Grant Champkins-Howard, who is now a DJ and goes by the name Grant Lee, and Lee Parker, a plumber by trade, were called “old-fashioned con men” by Judge Suzan Matthews when tried at Kingston Crown Court in June 2010. Their property was indeed raided by the Met’s Arts and Antiquities Fraud squad in 2008, and a hoard of allegedly fake McLaren and Westwood garments and associated materials were seized, along with 120 counterfeit Banksy prints.

The two men were subsequently found guilty of forging works attributed to Banksy. McLaren, the only creator of the original Sex and Seditionaries garments willing to testify, was called on to examine the seized items and pinpointed the clues that the garments were fakes: the unfaithful sizing of stencil letters, inconsistent fabrics, use of YKK rather than Lightning brand zippers, incorrect graphic juxtapositions and white T-shirts dyed to look old.

“He was outraged,” Kim said. “He felt very strongly about protecting and defending his work. It was precious to him.” After the partnership between McLaren and Westwood was dissolved in 1984, the two had a long and high-profile feud that was never resolved, and the tension created a vacuum for forgers.

Howard and Parker received a suspended sentence in the Banksy case, but the case concerning the fake clothing was dropped when McLaren died, in 2010, as he was the key witness for the prosecution in this area.

As it turns out, however, Westwood’s family may have inadvertently created or fueled the industry around fake punk. “I created limited-edition runs of some early designs to raise capital to launch Agent Provocateur,” said Joe Corré, the son of McLaren and Westwood, who opened his lingerie business in 1994.

“We re-created T-shirts with chicken bone lettering and the studded ‘Venus’ T-shirts,” Corré said. “They were labeled limited-edition replicas, made in editions of 100, and sold to the Japanese market.” Before these detailed and expensive replicas appeared, copies of the work were restricted to obvious screen-prints on wholesale T-shirts, produced quickly and sold fairly cheaply.

Corré said Westwood authorized the reproductions. McLaren was angry. In an email dated Oct. 14, 2008, directed to a group including journalist Steven Daly, who was researching a potential story on fake punk clothes for Vanity Fair, McLaren wrote, “Who had given them this permission? I told Joe to stop immediately and wrote to him. I was furious.”

Corré recently became a director of the Vivienne Foundation, “to sympathetically exploit copyright of her work to raise money for various causes.” He said he will be exploring how to “bring an end” to the fakes. Kim continues to fight for McLaren’s legacy and believes he is being airbrushed repeatedly out of his own history.

Easton and Bowey’s Punk Pistol enterprise continues to sell pieces attributed to Westwood and McLaren via the Etsy store SeditionariesInTheUK, much of it with letters of authentication from the Vivienne Westwood Co., signed by Murray Blewett, the design and archivist manager. These include a striped shirt with a Peter Pan collar and an upside-down silk Karl Marx patch, and a Levi’s-style rubberized cotton jacket.
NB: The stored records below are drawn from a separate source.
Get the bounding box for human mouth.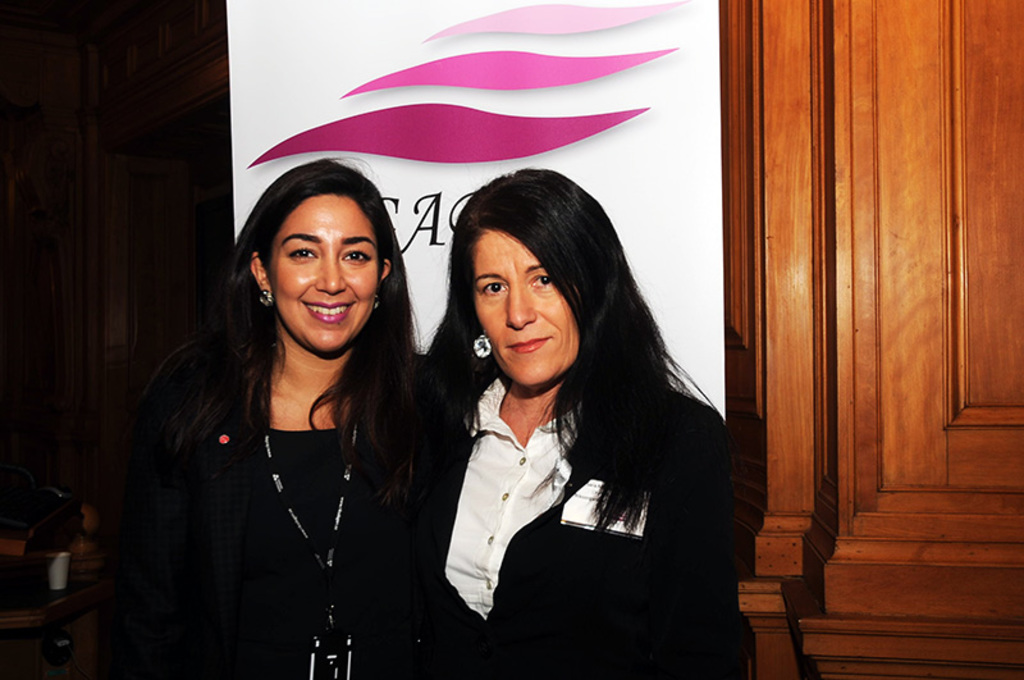
box(301, 300, 356, 319).
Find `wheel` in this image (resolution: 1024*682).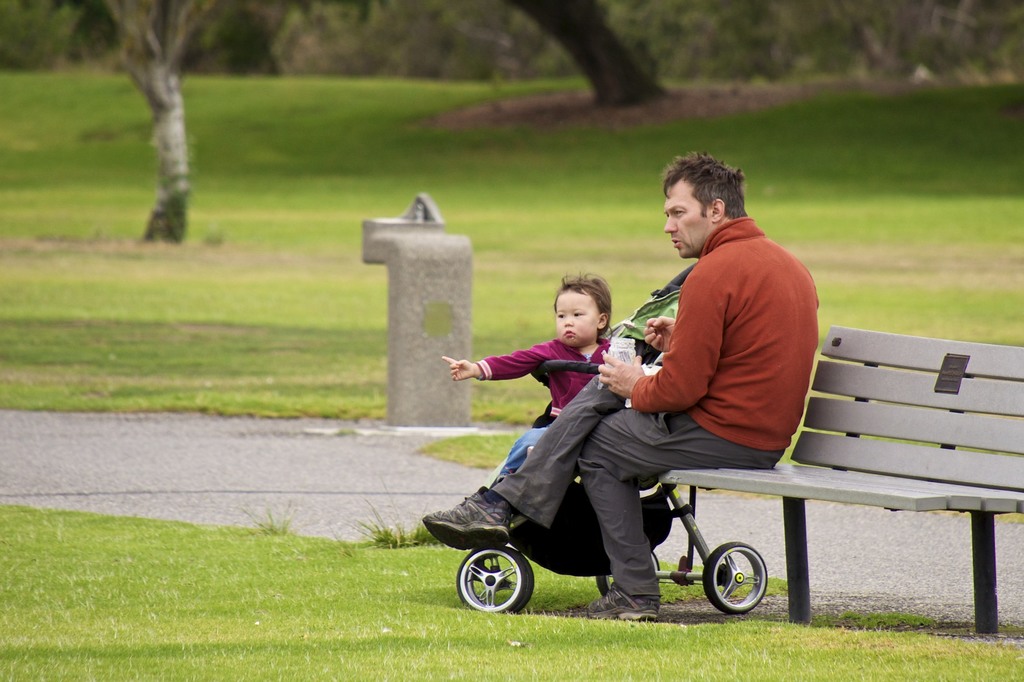
region(703, 536, 775, 608).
The internet is less stringent than most of the auction houses, which would not comment for this article but say they represent only pieces that come with bulletproof provenance — namely, photographs of the owner wearing the clothes in the 1970s.

As long as there’s a market, there will be forgers.

“It’s important to understand that a lot of the victims of the fakes are willing victims,” Gorman said. “They desperately want to believe they are part of the original story — which is what fashion is all about anyway, isn’t it? It’s all driven by aspiration.”